Modelling approach: maintain a memory state for each node, updated upon each interaction. Compute node embeddings on demand for any time t.
Examples:
- Reddit posts (user posts to subreddit at timestamp)
- Wikipedia edits (user edits page at timestamp)
- E-commerce interactions (user clicks product at time)
Advantage over snapshots: exact timing information preserved; computation triggered by events (sparse updates).
Key Challenges
1. Evolving Structure
New edges and nodes arrive continuously. The model must incorporate new information without full retraining:
- Transductive: all nodes known at training time
- Inductive: new nodes appear at test time (requires generalising to unseen entities)
2. Temporal Dependencies
Events at time t may depend on events at t-k (historical context). Capturing long-range temporal dependencies while maintaining efficient updates is the core challenge.
3. Forgetting and Recency
Not all past events are equally relevant. A social interaction from 3 years ago matters less than one from last week. Models must balance memory capacity with relevance weighting.
DTDG vs CTDG: Practical Trade-offs
| Property | DTDG (Snapshots) | CTDG (Event Stream) |
|---|---|---|
| Temporal resolution | Coarse (snapshot intervals) | Fine (exact timestamps) |
| Modelling complexity | GNN + sequence model | Event-driven memory |
| Computation | Per snapshot (batched) | Per event (online) |
| Handles new nodes | Retrain or fine-tune | Naturally inductive |
| Memory of history | Implicit in sequence model | Explicit memory module |
| Use cases | Regular-interval data | Irregular event data |
Standard Benchmarks
CTDG benchmarks:
- Wikipedia: 9227 nodes, 157474 interaction events
- Reddit: 10984 nodes, 672447 interaction events
- MOOC: student-course interactions with timestamps
- LastFM: user-song interactions (music streaming)
DTDG benchmarks:
- Bitcoin-OTC / Bitcoin-Alpha: trust ratings over time
- DBLP co-authorship: yearly snapshots
- Yelp reviews: monthly snapshots
Summary
| Concept | Definition |
|---|---|
| Static graph | Fixed (V, E, X) — standard GNN setting |
| Snapshot graph | Series G_1, …, G_T of static graphs |
| Event stream | Ordered sequence of timestamped interactions |
| Inductive | Generalises to nodes not seen during training |
| Memory module | Fixed-size state capturing interaction history |
Dynamic graph learning adds the temporal dimension to all GNN tasks: link prediction becomes “will u and v interact in the future?”, node classification becomes “what is v’s state now?”, and graph-level tasks must account for structural evolution.
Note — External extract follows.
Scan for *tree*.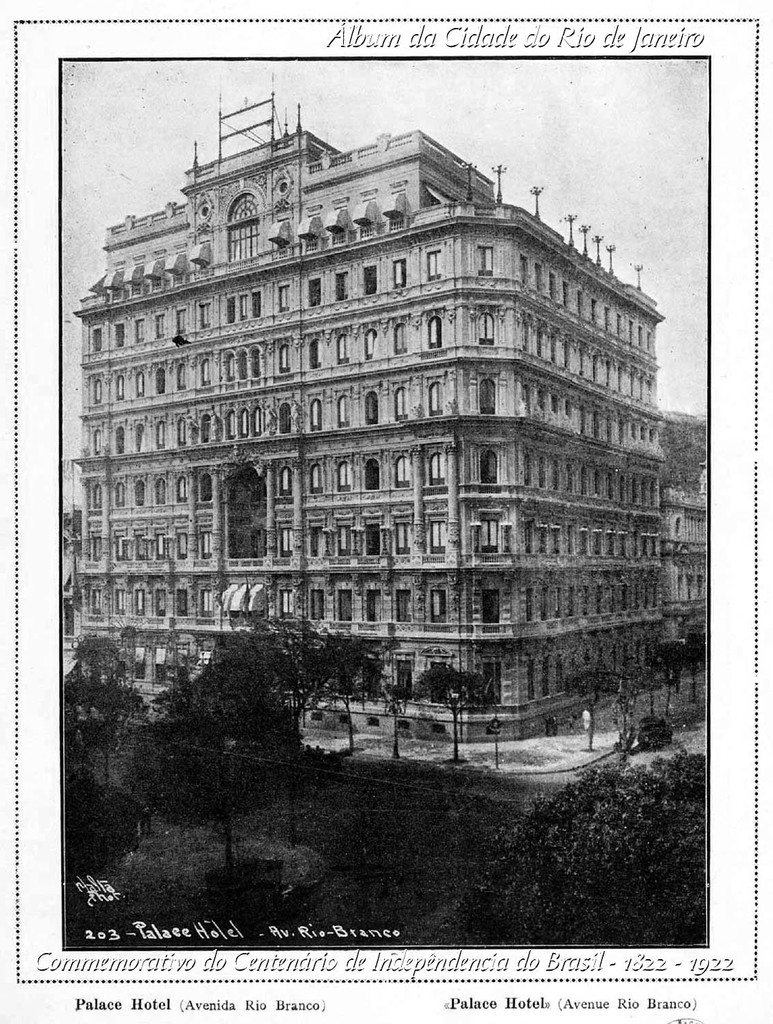
Scan result: locate(69, 633, 147, 791).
The field is rapidly developing, with TGN as the current dominant framework for CTDG.
References
- Kazemi, S. M., Goel, R., Jain, K., Kobyzev, I., Sethi, A., Forsyth, P., & Poupart, P. (2020). Representation Learning for Dynamic Graphs: A Survey. JMLR 2020 (comprehensive survey of DTDG and CTDG methods, taxonomy of tasks and models).
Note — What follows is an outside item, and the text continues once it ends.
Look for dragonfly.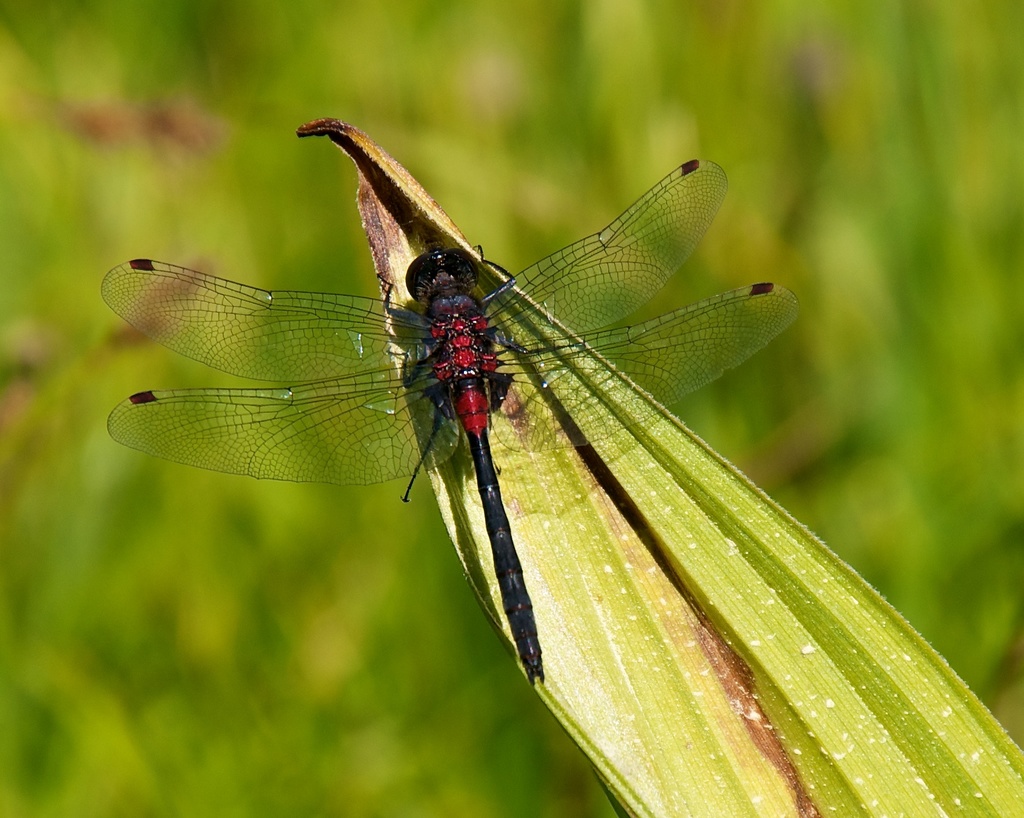
Found: crop(102, 156, 810, 684).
- Rossi, E., Chamberlain, B., Frasca, F., Eynard, D., Monti, F., & Bronstein, M. (2020). Temporal Graph Networks for Deep Learning on Dynamic Graphs. ICML GRL+ Workshop 2020 (TGN framework introducing the memory module abstraction).
- Xu, D., Ruan, C., Körpeoglu, E., Kumar, S., & Achan, K. (2020). Inductive Representation Learning on Temporal Graphs. ICLR 2020 (TGAT: temporal graph attention for CTDG without memory modules).